Veteran activist ordered to leave Jeju after arrest

Posted on : 2012-03-22 14:53 KST Modified on : 2012-03-22 14:53 KST
Angie Zelter vows to continue fight against Gangjeong bval base back in Britain

By Huh Ho-joon, Jeju correspondent

“Gangjeong Village is a beautiful place,” she said. “Its residents seem to be very friendly and affectionate. I felt I had no choice but to come here and join the villagers and activists in opposing the naval base construction.”

These were the words, delivered on Monday, of British peace and environmental activist Angie Zelter, 61, who has been staying at Gangjeong Village in Jeju Island and taking part in the movement to oppose the construction of a naval base there. On the afternoon of March 12, Zelter was arrested by police after penetrating the barbed wire fence that surrounds Gureombi Rocks. After being imprisoned for two days, Zelter was released with an order to leave the country. She went home on March 21.  

Zelter came to Jeju as a keynote speaker at an international peace conference on February 24. After the conference, she had been staying at Gangjeong Village and opposing the base construction, and was planning to remain for a month.

She became famous for boarding the nuclear submarine “Trident” at a naval base in Scotland and throwing the submarine‘s equipment and data into the water. The previous year she had established the anti-nuclear group Trident Ploughshares, which calls for weapons to be turned into ploughshares.

Zelter said it was a pity that the people of Jeju-do, particularly those of Gangjeong Village, would have to keep on opposing the naval base construction for a long time to come.

Local residents and activists were already so tired after fighting for a long time, she said. But she had been deeply impressed by their brilliant use of nonviolent means to oppose the base, she added.

Zelter also said that the treatment of Gangjeong residents and local communities by the Korean government was outrageous. She criticized the government for ignoring local residents them around in a manner similar to the April 3 struggle.

The April 3 uprising took place when Jeju police fired on residents holding a demonstration marking the end of Japanese rule in Korea. The national army was eventually sent in to suppress the uprising. Between 14,000 and 60,000 people were killed.

The navy and the police had stopped local residents from accessing the coastline at Gureombi, even blocking farm roads, depriving residents of basic rights like freedom of movement.

Zelter, who travels around the world engaging in peace and environmental activism through nonviolent means, has so far been arrested more than 100 times and imprisoned 16 times. In 1996, a court found her innocent after she was prosecuted for damaging fighter jet equipment due to be exported from England to Indonesia.

Zelter said, “If Korean prosecutors had indicted me I could have pointed out who was right and who was wrong in court, and that it was a pity that it didn’t turn out that way. Even when I go back to English, I will continue protests opposing the Jeju naval base in front of the Korean embassy.”

Irish Nobel Peace Prize laureate Mairead Corrigan Maguire has nominated Zelter as a candidate for the same award this year. She has previously won a “Right Livelihood Award,” known as an alternative Nobel Peace Prize and was nominated as a “Hero for a Better World.”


All entries must be repeated exactly; do not include the pictures.

(Figure record listings)
+ + + + + + +
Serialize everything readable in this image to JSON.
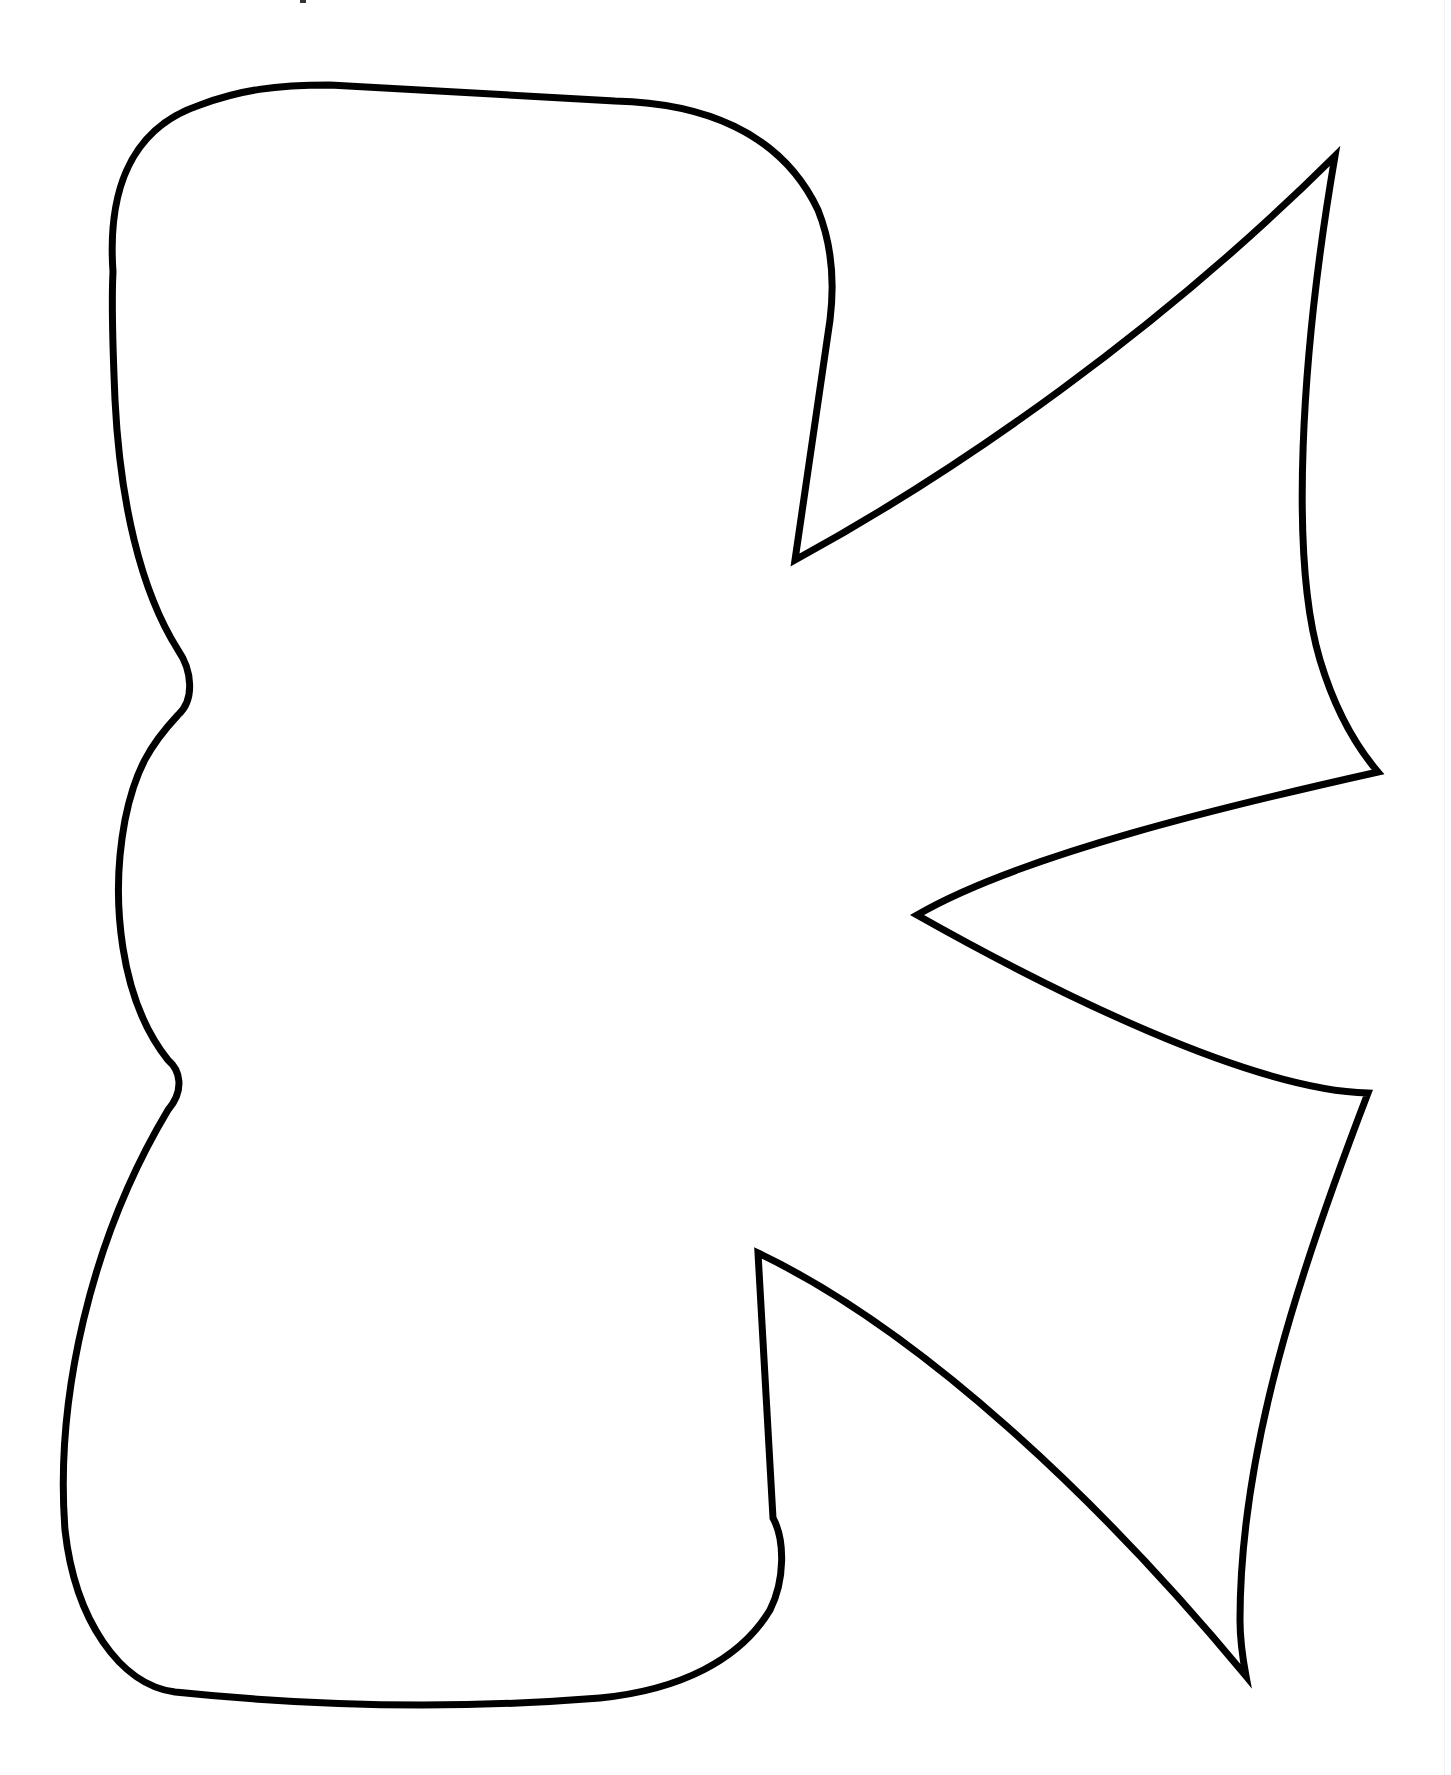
{
  "page": {
    "type": "coloring-page",
    "letter": "K",
    "background_color": "#ffffff",
    "stroke_color": "#000000",
    "stroke_width": 7
  }
}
+ + + + + + +
### ANSWER TO THE EXERCISE
Serialize everything readable in this image to JSON.
{
  "page": {
    "type": "coloring-page",
    "letter": "K",
    "background_color": "#ffffff",
    "stroke_color": "#000000",
    "stroke_width": 7
  }
}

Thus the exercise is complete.